Open-ended military aid to Ukraine and Israel is further eroding confidence in the US fiscal outlook and the dollar’s value. These wars, justified by national security and ideological imperatives, are increasingly funded through deficit spending.
The paradox is glaring: Washington prints money to fund arms shipments abroad, while inflationary effects ripple through developing countries still tied to the dollar. As inflation bites and interest rates climb, capital flows are redirected back to the US in search of yield, strangling credit and growth in the global south.
US foreign policy is no longer compatible with economic prudence. The military-industrial complex is crowding out sustainable development.
However, more than 58% of global reserves remain in – and nearly 90% of all currency exchanges still involve – dollars. Its network effect, deep capital markets, and geopolitical leverage are formidable.
But that dominance rests on trust – the true foundation of any currency – and that trust is eroding. What we are witnessing is not a collapse, but a transition. A multipolar currency system may emerge over the next few years, with regional blocs relying on national or collective currencies, from the Chinese yuan and Indian rupee to a potential African Eco and Brics-backed financial instruments.
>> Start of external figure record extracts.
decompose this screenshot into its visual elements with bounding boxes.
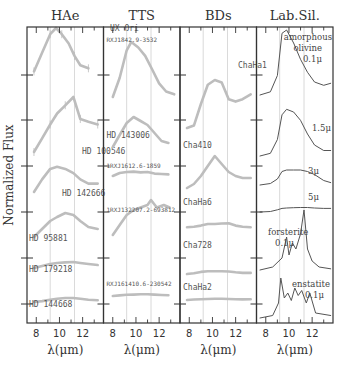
lab-label: 1.5μ [312, 123, 332, 133]
spectrum-line [187, 223, 251, 227]
x-axis-label: λ(μm) [200, 343, 236, 357]
panel-tts: 81012λ(μm)TTSRXJ1842.9-3532HD 1430061RXJ… [98, 8, 181, 357]
spectrum-label: RXJ1842.9-3532 [107, 36, 158, 43]
spectrum-label: HD 142666 [62, 189, 106, 198]
x-tick-label: 8 [263, 328, 269, 339]
lab-label: enstatite [292, 279, 330, 289]
lab-label: 0.1μ [303, 54, 323, 64]
panel-hae: 81012λ(μm)HAeUX OriHD 100546HD 142666HD … [21, 8, 139, 357]
spectrum-line [260, 210, 331, 270]
panel-title: Lab.Sil. [270, 8, 320, 23]
panel-title: HAe [51, 8, 80, 23]
spectrum-line [187, 299, 251, 300]
lab-label: 3μ [308, 166, 319, 176]
spectrum-label: HD 144668 [29, 300, 73, 309]
spectrum-label: 1RXJ132207.2-693812 [107, 206, 176, 213]
spectrum-line [187, 80, 251, 128]
figure: 81012λ(μm)HAeUX OriHD 100546HD 142666HD … [0, 0, 347, 365]
x-axis-label: λ(μm) [277, 343, 313, 357]
spectrum-line [113, 294, 169, 296]
spectrum-label: ChaHa6 [183, 198, 212, 207]
spectrum-label: Cha728 [183, 241, 212, 250]
x-tick-label: 12 [153, 328, 166, 339]
panel-frame [27, 27, 104, 323]
spectrum-line [187, 156, 251, 188]
spectrum-label: 1RXJ1612.6-1859 [107, 162, 162, 169]
x-tick-label: 12 [306, 328, 319, 339]
spectrum-line [113, 42, 174, 97]
lab-label: olivine [293, 43, 322, 53]
spectrum-label: HD 95881 [29, 234, 68, 243]
panel-title: BDs [205, 8, 232, 23]
x-tick-label: 10 [206, 328, 219, 339]
x-tick-label: 10 [283, 328, 296, 339]
spectrum-line [34, 28, 88, 71]
x-tick-label: 12 [229, 328, 242, 339]
spectrum-label: RXJ161410.6-230542 [107, 280, 172, 287]
lab-label: 0.1μ [275, 238, 295, 248]
spectrum-line [260, 208, 331, 213]
x-tick-label: 8 [186, 328, 192, 339]
spectrum-label: Cha410 [183, 141, 212, 150]
y-axis-label: Normalized Flux [2, 124, 16, 225]
lab-label: 5μ [308, 192, 319, 202]
x-tick-label: 8 [110, 328, 116, 339]
x-tick-label: 10 [53, 328, 66, 339]
spectrum-line [113, 172, 169, 176]
panel-frame [180, 27, 257, 323]
spectrum-label: HD 143006 [107, 131, 151, 140]
x-axis-label: λ(μm) [47, 343, 83, 357]
spectrum-line [187, 271, 251, 274]
panel-title: TTS [129, 8, 156, 23]
spectrum-line [34, 97, 98, 152]
x-tick-label: 10 [130, 328, 143, 339]
lab-label: 0.1μ [305, 290, 325, 300]
spectrum-label: ChaHa2 [183, 283, 212, 292]
x-tick-label: 12 [76, 328, 89, 339]
spectrum-label: ChaHa1 [238, 61, 267, 70]
panel-bds: 81012λ(μm)BDsChaHa1Cha410ChaHa6Cha728Cha… [174, 8, 267, 357]
spectrum-label: HD 179218 [29, 265, 73, 274]
lab-label: amorphous [284, 32, 332, 42]
x-tick-label: 8 [33, 328, 39, 339]
lab-label: forsterite [268, 227, 308, 237]
spectrum-line [260, 170, 331, 185]
x-axis-label: λ(μm) [124, 343, 160, 357]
The question isn’t if the dollar loses supremacy, it’s when. The challenge for Washington now is whether it will reform and share the financial order – or cling to outdated privileges until the world has moved on without it. Just this week, Donald Trump threatened increased tariffs of 10% for “un-American” Brics nations and any countries aligning themselves with the 10-member bloc.
The dollar was born in a world where the US commanded moral authority, industrial might and trust. But the post-Covid, post-colonial world is different. Countries across the globe are reclaiming their monetary agency, questioning the rules of a game long rigged in Washington’s favour.
Now in 2025, the ongoing genocide against the Palestinian people has profoundly deepened global outrage, and in the eyes of the global south, it has shattered the last vestiges of moral authority once claimed by the US and Europe.
De-dollarisation is not a threat to global stability. It is a rebalancing – one that demands fairness and equity. The global south is no longer asking for change, they are enacting it. If the US fails to recognise this, it risks not only its currency but its global influence. Reform or retreat.
As Sachs said, the US cannot lead the world by force for ever. Sooner or later, people will stop following. The reality is the world isn’t walking away from the US – it’s walking toward itself. One currency at a time.